That is a faster machine, likely a faster HDD, probably higher quality RAM, better cables, your choice of cases and whatever else you want. You could throw in a a 1 or 2 slot PCI riser, a Sigma Designs XCard and Remote and whatever else you want.
It's still $550, you still need to pay s/h and taxes where applicable. However, you can decide to save some money on the ram, the case, or any other part.
Easy to remember...
Composite: Color and lumanence Composited (i.e. smashed) together in the same signal. If it's smashed together, it's hard to take apart resulting in quality loss.
Component: Color and lumanence kept as seperate Components. Not smashed means there's no quality loss (or at least less).
Just for the record, Component != HDTV. HDTV may be delivered via component signal, however analog and standard def digital can also be delivered via component (ala S-Video, SDI).
Interestingly enough, there is composite digital video as well (D2) which is loads better than composite analog (although probabaly not used much anymore). However you still get quality loss after many generations of copying.
All TV is interlaced unless your talking about 100HZ or progressive scan TV's.
The problem with these sets displaying fast motion is that they merge the field together to give one full frame. This is great for a drama, but if you want to watch the footy, then the ball is moving so quick it is in a different position in each field. If you merge these fields together you get an elongated ball. Some of the newer sets have a funky setting to fix this and I have no idea how it works, but it uses some algorithm to determine where the ball should be, and needs a whole seperate chip.
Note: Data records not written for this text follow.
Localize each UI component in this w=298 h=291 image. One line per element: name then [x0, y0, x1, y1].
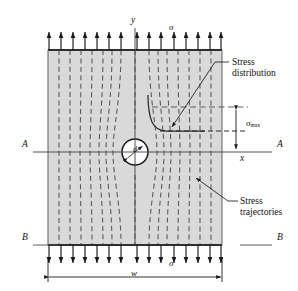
stress-distribution-line1: Stress — [232, 57, 255, 67]
sigma-max-label: σmax — [246, 118, 260, 128]
stress-distribution-line2: distribution — [232, 68, 276, 78]
bottom-load-arrows — [49, 245, 221, 263]
stress-trajectories-line1: Stress — [240, 196, 263, 206]
stress-distribution-label: Stress distribution — [232, 57, 276, 78]
y-axis-label: y — [131, 15, 135, 26]
sigma-bottom-label: σ — [169, 258, 173, 268]
stress-trajectories-line2: trajectories — [240, 207, 282, 217]
hole-diameter-label: d — [133, 146, 137, 155]
figure-container: Stress distribution Stress trajectories … — [0, 0, 298, 291]
width-dimension-label: w — [131, 268, 137, 278]
stress-trajectories-label: Stress trajectories — [240, 196, 282, 217]
sigma-top-label: σ — [169, 22, 173, 32]
section-b-left-label: B — [22, 232, 28, 243]
x-axis-label: x — [240, 153, 244, 164]
section-b-right-label: B — [277, 232, 283, 243]
section-a-right-label: A — [277, 139, 283, 150]
sigma-max-subscript: max — [250, 122, 260, 128]
stress-concentration-diagram — [0, 0, 298, 291]
section-a-left-label: A — [22, 139, 28, 150]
But to answer your question, it does do interlaced outpt, otherwise your TV couldn't display it. So while you PC monitor is de-interlaced, anything getting sent out the TV out part of the card must be interlaced. And if you use an S video cable you should be getting quality that equals your average DVD player. So interlacing is not the be all and end all of TV quality. Go out and buy a digital TV. You know you want to...
EGG, the Electronic Gamers Guild
The Myth TV mailing list suggests that the Hauppage PVR-250 is the best choice. Someone on the list said it can be found for $90 OEM.
record one show while watching another
According to the MythTV site, you'll need two TV tuner cards to do that.
MythTV actually has very mature modules that let you play your music library, your DivX file library, check the weather, browse images. Removeable media support (Playback & reading) is absent.
Sure. Buy the unit and make a formal request in writing for the source code to the GPLed software that you have just purchased in binary form. If requested to do so, provide media (such as a CD-R in modern times, though the GPL mentions tapes) and return postage for that media.
Once you have said source code, you are free to redistribute it (unmodified or modified) under the terms of the GPL.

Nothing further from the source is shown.